Regarding this transition process, three key insights are worth emphasizing:

First, stage evolution has irreversible progressive nature. Each stage is a necessary foundation for the next; leaps are impossible. Without accumulated prompt experience and trust in AI capabilities from the Copilot Era, teams cannot effectively manage Agents in the Agentic Era; without practice in task decomposition and constraint design from the Agentic Era, high-quality three-layer requirements systems cannot be built in the Agent Autonomous Collaboration Era. The more solid the foundation laid in the previous stage, the smoother the ascent to the next stage.

Second, stage boundaries have overlapping nature and team differences. 2025 is the overlapping transition period between Copilot and Agent modes—at the tool level both coexist, but the frequency of Agent tool usage is rapidly rising. Specific to individual teams, some may already be fully using Agent tools, while others are still switching between the two modes, depending on business nature, technology stack, and team habits. The key is recognizing that this overlap is normal; the focus is not on “completely abandoning Copilot,” but on “gradually expanding the scope and depth of Agent tool usage.”

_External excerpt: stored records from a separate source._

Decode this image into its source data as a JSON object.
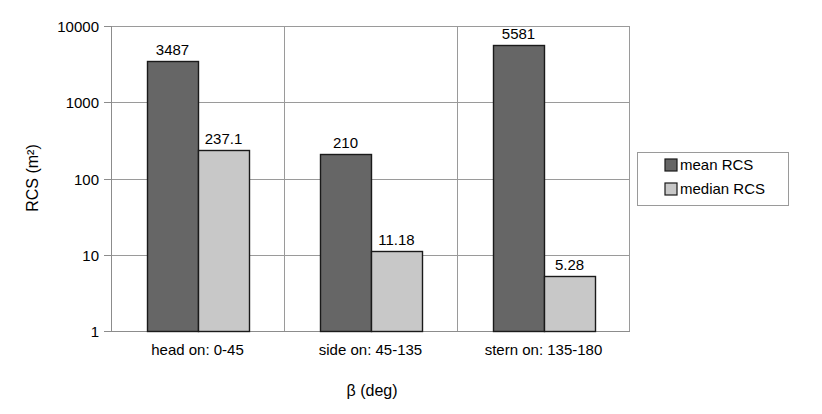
{
  "chart_data": {
    "type": "bar",
    "title": "",
    "xlabel": "β (deg)",
    "ylabel": "RCS (m²)",
    "yscale": "log",
    "ylim": [
      1,
      10000
    ],
    "yticks": [
      "1",
      "10",
      "100",
      "1000",
      "10000"
    ],
    "ytick_values": [
      1,
      10,
      100,
      1000,
      10000
    ],
    "grid": true,
    "legend_position": "right",
    "categories": [
      "head on:  0-45",
      "side on: 45-135",
      "stern on: 135-180"
    ],
    "series": [
      {
        "name": "mean RCS",
        "color": "#666666",
        "values": [
          3487,
          210,
          5581
        ],
        "labels": [
          "3487",
          "210",
          "5581"
        ]
      },
      {
        "name": "median RCS",
        "color": "#c8c8c8",
        "values": [
          237.1,
          11.18,
          5.28
        ],
        "labels": [
          "237.1",
          "11.18",
          "5.28"
        ]
      }
    ]
  },
  "legend": {
    "items": [
      {
        "label": "mean RCS",
        "color": "#666666"
      },
      {
        "label": "median RCS",
        "color": "#c8c8c8"
      }
    ]
  },
  "axes": {
    "y_title": "RCS (m²)",
    "x_title": "β (deg)"
  }
}
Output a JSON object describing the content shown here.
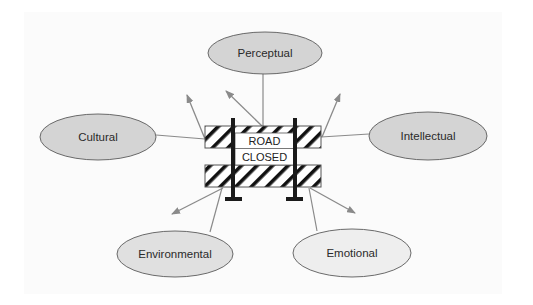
{
  "diagram": {
    "type": "barrier-concept-map",
    "center": {
      "label_line1": "ROAD",
      "label_line2": "CLOSED",
      "icon": "road-closed-barricade-icon"
    },
    "nodes": [
      {
        "id": "perceptual",
        "label": "Perceptual",
        "cx": 265,
        "cy": 53,
        "rx": 57,
        "ry": 21,
        "fill": "#d4d4d4"
      },
      {
        "id": "cultural",
        "label": "Cultural",
        "cx": 98,
        "cy": 137,
        "rx": 58,
        "ry": 23,
        "fill": "#d4d4d4"
      },
      {
        "id": "intellectual",
        "label": "Intellectual",
        "cx": 428,
        "cy": 136,
        "rx": 59,
        "ry": 24,
        "fill": "#d4d4d4"
      },
      {
        "id": "environmental",
        "label": "Environmental",
        "cx": 175,
        "cy": 254,
        "rx": 58,
        "ry": 23,
        "fill": "#e0e0e0"
      },
      {
        "id": "emotional",
        "label": "Emotional",
        "cx": 352,
        "cy": 253,
        "rx": 59,
        "ry": 24,
        "fill": "#eeeeee"
      }
    ],
    "colors": {
      "line": "#8a8a8a",
      "outline": "#5a5a5a",
      "post": "#1a1a1a",
      "stripe": "#111111",
      "background": "#ffffff"
    }
  }
}
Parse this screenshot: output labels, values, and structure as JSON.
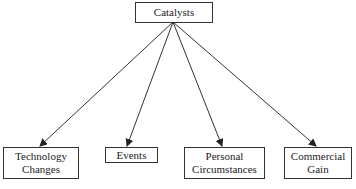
{
  "diagram": {
    "type": "tree",
    "root": {
      "id": "catalysts",
      "label": "Catalysts"
    },
    "children": [
      {
        "id": "technology-changes",
        "lines": [
          "Technology",
          "Changes"
        ]
      },
      {
        "id": "events",
        "lines": [
          "Events"
        ]
      },
      {
        "id": "personal-circumstances",
        "lines": [
          "Personal",
          "Circumstances"
        ]
      },
      {
        "id": "commercial-gain",
        "lines": [
          "Commercial",
          "Gain"
        ]
      }
    ],
    "edges": [
      {
        "from": "catalysts",
        "to": "technology-changes"
      },
      {
        "from": "catalysts",
        "to": "events"
      },
      {
        "from": "catalysts",
        "to": "personal-circumstances"
      },
      {
        "from": "catalysts",
        "to": "commercial-gain"
      }
    ],
    "colors": {
      "line": "#333333",
      "box_border": "#333333",
      "background": "#ffffff"
    }
  }
}
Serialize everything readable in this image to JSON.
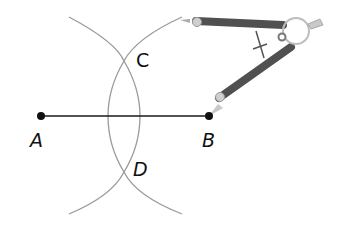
{
  "diagram": {
    "points": [
      {
        "id": "A",
        "label": "A",
        "x": 41,
        "y": 116
      },
      {
        "id": "B",
        "label": "B",
        "x": 209,
        "y": 116
      },
      {
        "id": "C",
        "label": "C",
        "x": 124,
        "y": 61
      },
      {
        "id": "D",
        "label": "D",
        "x": 124,
        "y": 172
      }
    ],
    "segment": {
      "from": "A",
      "to": "B"
    },
    "arcs": [
      {
        "center": "B",
        "passes_through": [
          "C",
          "D"
        ]
      },
      {
        "center": "A",
        "passes_through": [
          "C",
          "D"
        ]
      }
    ],
    "tool": "compass",
    "colors": {
      "line": "#1a1a1a",
      "arc": "#9a9a9a",
      "compass_arm": "#555555",
      "point": "#111111"
    }
  }
}
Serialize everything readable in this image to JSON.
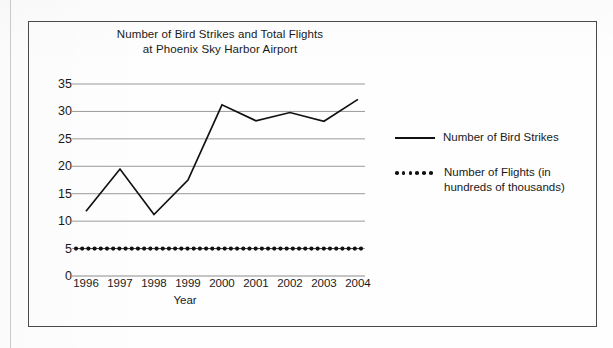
{
  "figure": {
    "title_line1": "Number of Bird Strikes and Total Flights",
    "title_line2": "at Phoenix Sky Harbor Airport"
  },
  "chart_data": {
    "type": "line",
    "title": "Number of Bird Strikes and Total Flights at Phoenix Sky Harbor Airport",
    "xlabel": "Year",
    "ylabel": "",
    "categories": [
      "1996",
      "1997",
      "1998",
      "1999",
      "2000",
      "2001",
      "2002",
      "2003",
      "2004"
    ],
    "yticks": [
      "0",
      "5",
      "10",
      "15",
      "20",
      "25",
      "30",
      "35"
    ],
    "ylim": [
      0,
      35
    ],
    "grid": true,
    "legend_position": "right",
    "series": [
      {
        "name": "Number of Bird Strikes",
        "style": "solid",
        "color": "#111111",
        "values": [
          11.8,
          19.5,
          11.2,
          17.5,
          31.2,
          28.3,
          29.8,
          28.2,
          32.2
        ]
      },
      {
        "name": "Number of Flights (in hundreds of thousands)",
        "name_line1": "Number of Flights (in",
        "name_line2": "hundreds of thousands)",
        "style": "dotted",
        "color": "#111111",
        "values": [
          5,
          5,
          5,
          5,
          5,
          5,
          5,
          5,
          5
        ]
      }
    ]
  }
}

Third, clarifying current position and setting reasonable expectations is crucial. Teams need to honestly assess which stage they are currently in, concentrate resources and energy on core capability building for the current stage, rather than ambitiously pursuing concepts from the next stage. A team still in the early Copilot stage, if blindly pursuing “full-process intent-driven,” is likely to encounter setbacks. Conversely, if solid capabilities can be accumulated at the current stage, the leap to the next stage often happens naturally.

In the next chapter, we will shift from macro stage evolution to micro process reconstruction, specifically exploring how to implement development process transformation at the team level, grounding requirements-driven concepts in every aspect of daily work.


Discussion Questions

  1. Comparing the characteristic descriptions of the four stages, honestly assess which stage you or your team are currently in? Are you just moving away from Copilot dominance, exploring Agent tools in the early Agentic Era, or have you established a relatively mature Agent collaboration model? Based on your current position, what should be the next most core capability building focus?

  2. Stage evolution has irreversible progressive nature, but 2025 is the transition period between Copilot and Agent modes. Reviewing your coding work in the past month, what percentage was Copilot-style code completion versus Agent-style task delegation? Which types of tasks do you think are more suitable for Agent completion, and which still require traditional coding approaches?

  3. In the Agent Autonomous Collaboration Era, “Agent Engineer” or “Agent Fleet Commander” will become core roles. Comparing the capability requirements of this role (task decomposition, constraint design, requirements definition), what do you consider your current strongest capability and biggest gap? How do you plan to bridge this gap?